In our information society, the synthesis, distribution, and processing of radio and microwave signals are ubiquitous in wireless networks, telecommunications, and radars. The current tendency is to use carriers in higher frequency bands, especially with looming bandwidth bottlenecks due to demands for, e.g., 5G and the Internet of Things (IoT). Microwave photonics, a combination of microwave engineering and optoelectronics, might offer a solution.

A key building block of microwave photonics is optical frequency combs, which provide hundreds of equidistant and mutually coherent laser lines. They are ultrashort optical pulses emitted with a stable repetition rate that corresponds precisely to the frequency spacing of the comb lines. The photodetection of the pulses produces a microwave carrier.

In recent years there has been significant progress in chip-scale frequency combs generated from nonlinear microresonators driven by continuouswave lasers.

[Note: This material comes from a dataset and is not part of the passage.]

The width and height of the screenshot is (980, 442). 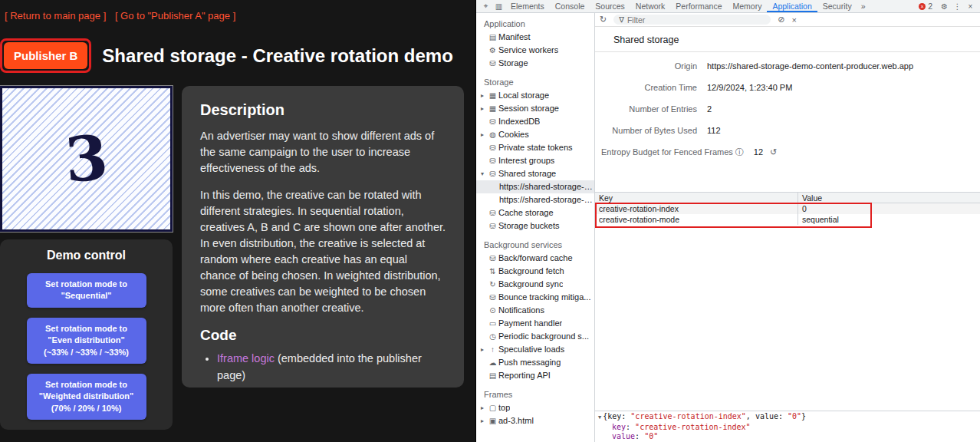 I want to click on tab-memory: Memory, so click(x=747, y=6).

These frequency combs rely on the formation of dissipative Kerr solitons, which are ultrashort coherent light pulses circulating inside optical microresonators. Because of this, these frequency combs are commonly called “soliton microcombs”.

Generating soliton microcombs needs nonlinear microresonators, which can be directly built on-chip using CMOS nanofabrication technology. Co-integration with electronic circuitry and integrated lasers paves the path to comb miniaturization, allowing a host of applications in metrology, spectroscopy, and communications.

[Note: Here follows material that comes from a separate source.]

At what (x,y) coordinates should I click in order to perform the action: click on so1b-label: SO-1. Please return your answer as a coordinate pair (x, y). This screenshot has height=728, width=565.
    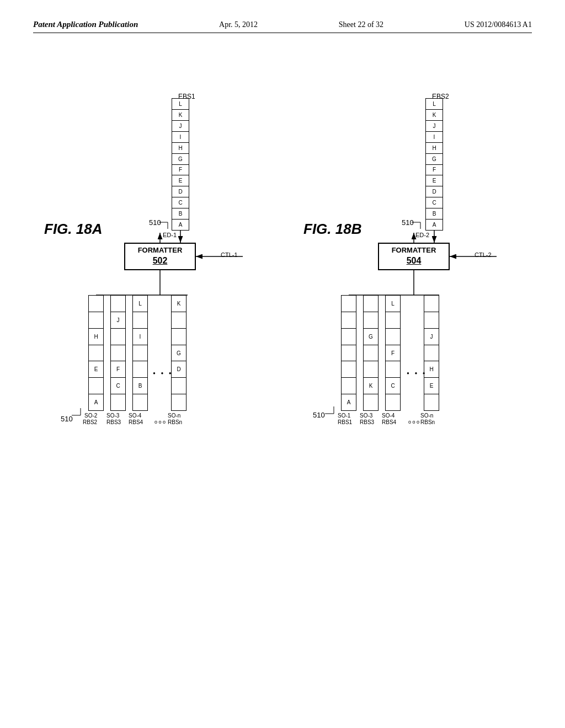
    Looking at the image, I should click on (344, 416).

An EPFL research team has now demonstrated integrated soliton microcombs with repetition rates as low as 10 GHz. This was achieved by significantly lowering the optical losses of integrated photonic waveguides based on silicon nitride, a material already used in CMOS micro-electronic circuits, and which has also been used in the last decade to build photonic integrated circuits that guide laser light on-chip.

The scientists were able to manufacture silicon nitride waveguides with the lowest loss of any photonic integrated circuit. Using this technology, the generated coherent soliton pulses have repetition rates in both the microwave K- (~20 GHz, used in 5G) and X-bands (~10 GHz, used in radar).

The resulting microwave signals feature phase noise properties on par with, or even lower than, commercial electronic microwave synthesizers. The demonstration of integrated soliton microcombs at microwave repetition rates bridges the fields of integrated photonics, nonlinear optics, and microwave photonics.

The team achieved a level of optical losses low enough to allow light to propagate nearly one meter in a waveguide that is only one micrometer in diameter - 100 times smaller than a human hair. Although, this loss level is still more than three orders of magnitude higher than the value in optical fibers, it represents the lowest loss in any tightly confining waveguide for integrated nonlinear photonics to date.

Such low loss is the result of a new manufacturing process developed by the scientists - the “silicon nitride photonic Damascene process”, which is carried out using deep-ultraviolet stepper lithography. These microcombs, and their microwave signals, could be critical elements for building fully integrated low-noise microwave oscillators for future architectures of radars and information networks, according to the researchers.

The EPFL team is now working with collaborators in the US to develop hybrid-integrated soliton microcomb modules that combine with chip-scale semiconductor lasers. These highly compact microcombs can impact many applications, for example, transceivers in datacenters, LiDAR, compact optical atomic clocks, optical coherence tomography, microwave photonics, and spectroscopy.